In this new version, Tom Cruise stars as David Aames, rich and vain magazine editor who enjoys casual sex with one of his co-workers, Julie (Cameron Diaz). But at his birthday party, his best friend (Jason Lee) brings a girl named Sofia (Penelope Cruz) and David begins to fall in love for real. Unfortunately, the jaded and angry Julie convinces him to take a ride with her and she suicidally drives them both over a ridge, crashing her car.

David wakes up horribly disfigured and unable to face the world. Everything begins to go haywire for him. He's accused of murder, forced to wear a ghostly mask to cover his face, meets with a fatherly shrink (Kurt Russell), and is eventually accused of murder. His true love Sofia also exhibits the bad habit of suddenly changing into Julie.

Made in 1997, Amenabar's Open Your Eyes runs about 120 minutes and generates genuine dread, suspense, and a dark, nightmarish quality. When the twisted plot is finally cleared up at the end, it's explained quickly and cleanly. It instantly became one of Spain's highest grossing films. But its American distributor, Artisan, seriously botched both the American theatrical release and the video release and hardly anyone saw it.
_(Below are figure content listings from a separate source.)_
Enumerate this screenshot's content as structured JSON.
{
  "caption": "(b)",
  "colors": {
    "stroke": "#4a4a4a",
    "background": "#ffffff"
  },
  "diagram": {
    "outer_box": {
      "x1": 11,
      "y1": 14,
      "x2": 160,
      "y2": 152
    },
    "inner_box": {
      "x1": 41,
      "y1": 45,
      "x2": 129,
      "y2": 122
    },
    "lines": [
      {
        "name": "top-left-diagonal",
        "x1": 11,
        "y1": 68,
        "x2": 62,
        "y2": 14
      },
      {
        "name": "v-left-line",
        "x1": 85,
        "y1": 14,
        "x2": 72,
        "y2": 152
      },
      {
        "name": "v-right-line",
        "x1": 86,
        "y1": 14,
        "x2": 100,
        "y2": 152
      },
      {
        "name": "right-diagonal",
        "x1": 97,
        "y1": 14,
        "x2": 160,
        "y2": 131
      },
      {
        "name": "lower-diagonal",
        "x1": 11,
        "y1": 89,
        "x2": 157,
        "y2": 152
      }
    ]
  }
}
Hardly anyone, that is, except Cruise. In addition to the remake, Cruise also produced Amenabar's first American film, The Others, starring his ex-wife, Nicole Kidman.

Vanilla Sky runs about 15 minutes longer than its predecessor. Writer and director Crowe uses that extra fifteen minutes to dumb down the conclusion, explain it to us carefully and slowly, from several different angles, and then once again just to be sure. In other words, this is the dumb American version.

In addition, Crowe inserts some of his own little touches. Everyone knows that as a former rock journalist, his musical tastes are impeccable, but his rock song selections seem oddly out of place. He also manages to insert music and movie references that jar us out of the context of the story and remind us that he's there. Normally, I don't mind a directorial presence, but only in the context of the film.

All that aside, Vanilla Sky turns out to be a rousing, exhilarating entertainment, thanks mostly to Cruise's balls-to-the-wall performance. It's a little like the master cocksman he played in Magnolia but stretched out to feature length.

Ms. Cruz, who played the same role in Open Your Eyes exhibits wonderfully Audrey Hepburn-esque qualities, making us fall madly in love with her -- using simple gestures, looks, and line readings. This performance should quiet her detractors who say that she's a lousy actress in her English language films. (These detractors usually have not seen her in her wonderful Spanish-language films.)

It's difficult to describe any more of Vanilla Sky without giving away its many surprises. Though Crowe dispenses with the horror of the original, he manages to make the picture a nightmarish thrill ride worth taking.